How to Evict a Tenant in California: A Landlord’s Step-by-Step Guide

If a tenant stops paying rent or breaks the lease, California law gives landlords a specific process to recover the property — an unlawful detainer. You cannot change locks or remove belongings yourself; only the court and sheriff can. Here is the correct step-by-step.

Step 1: Serve the right notice

Start with the correct written notice — usually a 3-Day Notice to Pay Rent or Quit for unpaid rent, or a 30/60/90-day notice to end a tenancy. The notice must be served properly and fully expire before you file.

Step 2: File the unlawful detainer

If the tenant doesn’t comply, file the Complaint (UD-100), Summons (SUM-130), and civil case cover sheet at the superior court for the county where the property sits, and pay the filing fee.

Step 3: Serve the tenant

Have a non-party adult, process server, or the sheriff personally serve the summons and complaint, then file the proof of service (CIV-100).

Step 4: Wait for the response

The tenant has 5 days (excluding the service day) to answer. If they don’t, you can request a default judgment.

Step 5: Judgment and lockout

If you win (by default or at trial), the court issues a judgment and a writ of possession. The sheriff — not you — performs the lockout.

How Curbside Legal helps

We prepare your entire landlord eviction packet — notice, complaint, summons, and default judgment paperwork — court-ready. Get the DIY eviction packet or have us prepare it.

Curbside Legal is a legal document preparation service, not a law firm, and does not provide legal advice. Court and filing fees are separate.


◆ **WHAT NEEDS TO BE DONE**
Among the entries below, which lines include the string "JSON"? Show each one.
========
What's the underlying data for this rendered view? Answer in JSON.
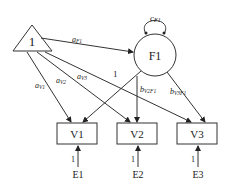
{
  "diagram": {
    "constant": {
      "label": "1"
    },
    "factor": {
      "label": "F1",
      "variance": "c",
      "variance_sub": "F1"
    },
    "observed": [
      {
        "label": "V1"
      },
      {
        "label": "V2"
      },
      {
        "label": "V3"
      }
    ],
    "errors": [
      {
        "label": "E1",
        "loading": "1"
      },
      {
        "label": "E2",
        "loading": "1"
      },
      {
        "label": "E3",
        "loading": "1"
      }
    ],
    "paths": {
      "aF1": {
        "base": "a",
        "sub": "F1"
      },
      "aV1": {
        "base": "a",
        "sub": "V1"
      },
      "aV2": {
        "base": "a",
        "sub": "V2"
      },
      "aV3": {
        "base": "a",
        "sub": "V3"
      },
      "F1_V1": {
        "label": "1"
      },
      "bV2F1": {
        "base": "b",
        "sub": "V2F1"
      },
      "bV3F1": {
        "base": "b",
        "sub": "V3F1"
      }
    }
  }
}
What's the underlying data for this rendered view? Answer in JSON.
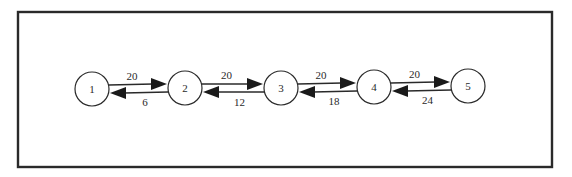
{
  "diagram": {
    "type": "bidirectional chain graph",
    "frame": {
      "x": 18,
      "y": 12,
      "width": 534,
      "height": 155
    },
    "nodes": [
      {
        "id": "1",
        "label": "1",
        "cx": 92,
        "cy": 89,
        "r": 17
      },
      {
        "id": "2",
        "label": "2",
        "cx": 185,
        "cy": 88,
        "r": 17
      },
      {
        "id": "3",
        "label": "3",
        "cx": 281,
        "cy": 88,
        "r": 17
      },
      {
        "id": "4",
        "label": "4",
        "cx": 374,
        "cy": 87,
        "r": 17
      },
      {
        "id": "5",
        "label": "5",
        "cx": 468,
        "cy": 86,
        "r": 17
      }
    ],
    "edges_forward": [
      {
        "from": "1",
        "to": "2",
        "label": "20"
      },
      {
        "from": "2",
        "to": "3",
        "label": "20"
      },
      {
        "from": "3",
        "to": "4",
        "label": "20"
      },
      {
        "from": "4",
        "to": "5",
        "label": "20"
      }
    ],
    "edges_backward": [
      {
        "from": "2",
        "to": "1",
        "label": "6"
      },
      {
        "from": "3",
        "to": "2",
        "label": "12"
      },
      {
        "from": "4",
        "to": "3",
        "label": "18"
      },
      {
        "from": "5",
        "to": "4",
        "label": "24"
      }
    ]
  },
  "colors": {
    "stroke": "#2a2a2a",
    "arrow_fill": "#1a1a1a",
    "background": "#ffffff"
  }
}
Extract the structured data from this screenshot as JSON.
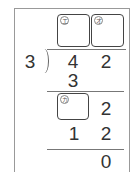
{
  "problem": {
    "type": "long-division",
    "divisor": "3",
    "dividend": [
      "4",
      "2"
    ],
    "quotient_boxes": [
      {
        "id": "e",
        "label": "エ"
      },
      {
        "id": "o",
        "label": "オ"
      }
    ],
    "steps": {
      "first_product": "3",
      "remainder_box": {
        "id": "ka",
        "label": "カ"
      },
      "brought_down": "2",
      "second_product": [
        "1",
        "2"
      ],
      "final_remainder": "0"
    }
  },
  "colors": {
    "frame": "#999999",
    "box_border": "#444444",
    "text": "#333333",
    "lines": "#777777"
  }
}
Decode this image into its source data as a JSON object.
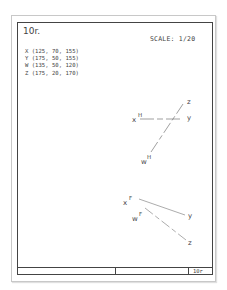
{
  "sheet": {
    "title": "10r.",
    "scale_label": "SCALE: 1/20",
    "title_block_label": "10r"
  },
  "points": [
    {
      "name": "X",
      "text": "X (125, 70, 155)"
    },
    {
      "name": "Y",
      "text": "Y (175, 50, 155)"
    },
    {
      "name": "W",
      "text": "W (135, 50, 120)"
    },
    {
      "name": "Z",
      "text": "Z (175, 20, 170)"
    }
  ],
  "views": {
    "horizontal": {
      "labels": {
        "x": "x",
        "x_sup": "H",
        "y": "y",
        "z": "z",
        "w": "w",
        "w_sup": "H"
      }
    },
    "frontal": {
      "labels": {
        "x": "x",
        "x_sup": "F",
        "y": "y",
        "z": "z",
        "w": "w",
        "w_sup": "F"
      }
    }
  }
}
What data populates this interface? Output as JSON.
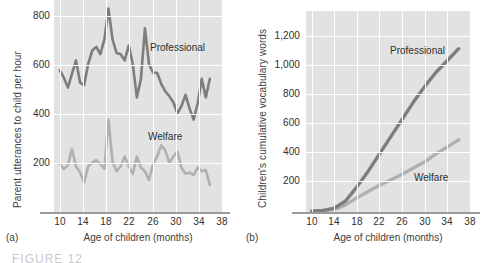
{
  "figure": {
    "caption": "FIGURE 12"
  },
  "panels": [
    {
      "letter": "(a)",
      "ylabel": "Parent utterances to child per hour",
      "xlabel": "Age of children (months)",
      "yticks": [
        "200",
        "400",
        "600",
        "800"
      ],
      "xticks": [
        "10",
        "14",
        "18",
        "22",
        "26",
        "30",
        "34",
        "38"
      ],
      "labels": {
        "professional": "Professional",
        "welfare": "Welfare"
      }
    },
    {
      "letter": "(b)",
      "ylabel": "Children's cumulative vocabulary words",
      "xlabel": "Age of children (months)",
      "yticks": [
        "200",
        "400",
        "600",
        "800",
        "1,000",
        "1,200"
      ],
      "xticks": [
        "10",
        "14",
        "18",
        "22",
        "26",
        "30",
        "34",
        "38"
      ],
      "labels": {
        "professional": "Professional",
        "welfare": "Welfare"
      }
    }
  ],
  "colors": {
    "professional": "#7d7d7d",
    "welfare": "#b0b0b0",
    "plot_background": "#e2e2e2",
    "gridline": "#ffffff",
    "axis": "#9a9a9a"
  },
  "chart_data": [
    {
      "type": "line",
      "title": "",
      "panel": "a",
      "xlabel": "Age of children (months)",
      "ylabel": "Parent utterances to child per hour",
      "xlim": [
        9,
        38
      ],
      "ylim": [
        0,
        860
      ],
      "yticks": [
        200,
        400,
        600,
        800
      ],
      "xticks": [
        10,
        14,
        18,
        22,
        26,
        30,
        34,
        38
      ],
      "grid": true,
      "legend": "inline-annotation",
      "x": [
        10,
        10.7,
        11.4,
        12.1,
        12.8,
        13.5,
        14.2,
        14.9,
        15.6,
        16.3,
        17,
        17.7,
        18.4,
        19.1,
        19.8,
        20.5,
        21.2,
        21.9,
        22.6,
        23.3,
        24,
        24.7,
        25.4,
        26.1,
        26.8,
        27.5,
        28.2,
        28.9,
        29.6,
        30.3,
        31,
        31.7,
        32.4,
        33.1,
        33.8,
        34.5,
        35.2,
        35.9
      ],
      "series": [
        {
          "name": "Professional",
          "color": "#7d7d7d",
          "values": [
            575,
            545,
            505,
            560,
            615,
            525,
            515,
            600,
            655,
            670,
            640,
            700,
            825,
            700,
            645,
            640,
            615,
            675,
            600,
            465,
            540,
            745,
            600,
            565,
            565,
            520,
            490,
            470,
            445,
            400,
            430,
            475,
            420,
            375,
            440,
            540,
            465,
            540
          ]
        },
        {
          "name": "Welfare",
          "color": "#b0b0b0",
          "values": [
            195,
            175,
            190,
            255,
            185,
            160,
            120,
            185,
            200,
            210,
            195,
            175,
            375,
            205,
            165,
            185,
            225,
            185,
            155,
            225,
            180,
            165,
            130,
            195,
            225,
            270,
            250,
            200,
            225,
            245,
            180,
            155,
            160,
            150,
            180,
            165,
            170,
            110
          ]
        }
      ]
    },
    {
      "type": "line",
      "title": "",
      "panel": "b",
      "xlabel": "Age of children (months)",
      "ylabel": "Children's cumulative vocabulary words",
      "xlim": [
        9,
        38
      ],
      "ylim": [
        0,
        1280
      ],
      "yticks": [
        200,
        400,
        600,
        800,
        1000,
        1200
      ],
      "xticks": [
        10,
        14,
        18,
        22,
        26,
        30,
        34,
        38
      ],
      "grid": true,
      "legend": "inline-annotation",
      "x": [
        10,
        12,
        14,
        16,
        18,
        20,
        22,
        24,
        26,
        28,
        30,
        32,
        34,
        36
      ],
      "series": [
        {
          "name": "Professional",
          "color": "#7d7d7d",
          "values": [
            5,
            10,
            25,
            70,
            160,
            260,
            370,
            480,
            590,
            700,
            800,
            890,
            965,
            1040
          ]
        },
        {
          "name": "Welfare",
          "color": "#b0b0b0",
          "values": [
            5,
            8,
            15,
            45,
            90,
            130,
            170,
            205,
            240,
            280,
            320,
            370,
            415,
            460
          ]
        }
      ]
    }
  ]
}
========
◆ **ANSWER TO THE PROBLEM**
What's the underlying data for this rendered view? Answer in JSON.
What's the underlying data for this rendered view? Answer in JSON.
Extract the structured data from this screenshot as JSON.
Decode this image into its source data as a JSON object.
What data populates this interface? Output as JSON.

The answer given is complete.